Despite this, existing single-family home inventories have remained roughly flat year-over-year, at 3 million units in March 2010 according to the National Association of Realtors. (Keep in mind, too, that inventory has remained flat despite the fact that the tax credit was a massive success in driving immediate purchase demand.)

If we were going to run a temporary stimulus program for housing that worked both in the short and long run, such a program should have been implemented during the period of the greatest housing distress—during a time when policy makers wanted to force housing markets to “take their medicine.”

Unfortunately, that’s not what we’ve done. Instead, we applied stimulus at the exact same time we were holding the very source of housing market distress at bay.

For the better part of the past three quarters, we’ve seen borrower defaults and foreclosures put into interminable holding patterns as Federal programs like HAMP, HARP, and others have been put into place, while states have sought to put their own foreclosure mediation programs in place. (I’ve written about this before—and about how the median time in foreclosure for most Americans is now well north of a year).

Juice up housing demand while artificially suppressing historic levels of distressed inventory, and you’ll likely get a bounce; it’s not rocket science. Frankly, however, I’d expected a bit more of an upswing than what we have seen—and that’s what has me so concerned. If we couldn’t get a real strong bounce in housing while stimulating demand, holding millions of distressed properties at bay, and keeping mortgage rates ridiculously low, what does that say about the true state of housing in this country?
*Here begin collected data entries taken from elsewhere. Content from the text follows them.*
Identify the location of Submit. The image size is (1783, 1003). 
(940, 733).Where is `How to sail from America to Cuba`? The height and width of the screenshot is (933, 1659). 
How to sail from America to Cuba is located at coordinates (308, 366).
Now, we are finally starting to see distressed properties move through the pipeline. According to RealtyTrac, REO volume hit the highest quarterly total in the history of the company’s data during the first quarter of 2010, rising 35 percent from Q1 2009. But as distressed supply is increasing, demand for housing is softening at the exact same time.

The result is that instead of using economic stimulus strategically, to help bridge housing markets over to a period of relative strength, we may have dug ourselves a larger hole than the one we were in before. We’re still faced with figuring out what to do with millions upon millions of distressed properties—the same problem we had before — but now at a level far worse than when the home buyer tax credit program first began. And thanks to the success of the tax credit, which drove plenty of home purchase demand forward in time, we don’t have a whole heck of a lot of housing demand available to us now.

We can hope that the economy is strong enough to pull housing out of the drink, that jobs rebound enough to drive demand for housing. But to steal a line from Paul Krugman: hope is not a plan.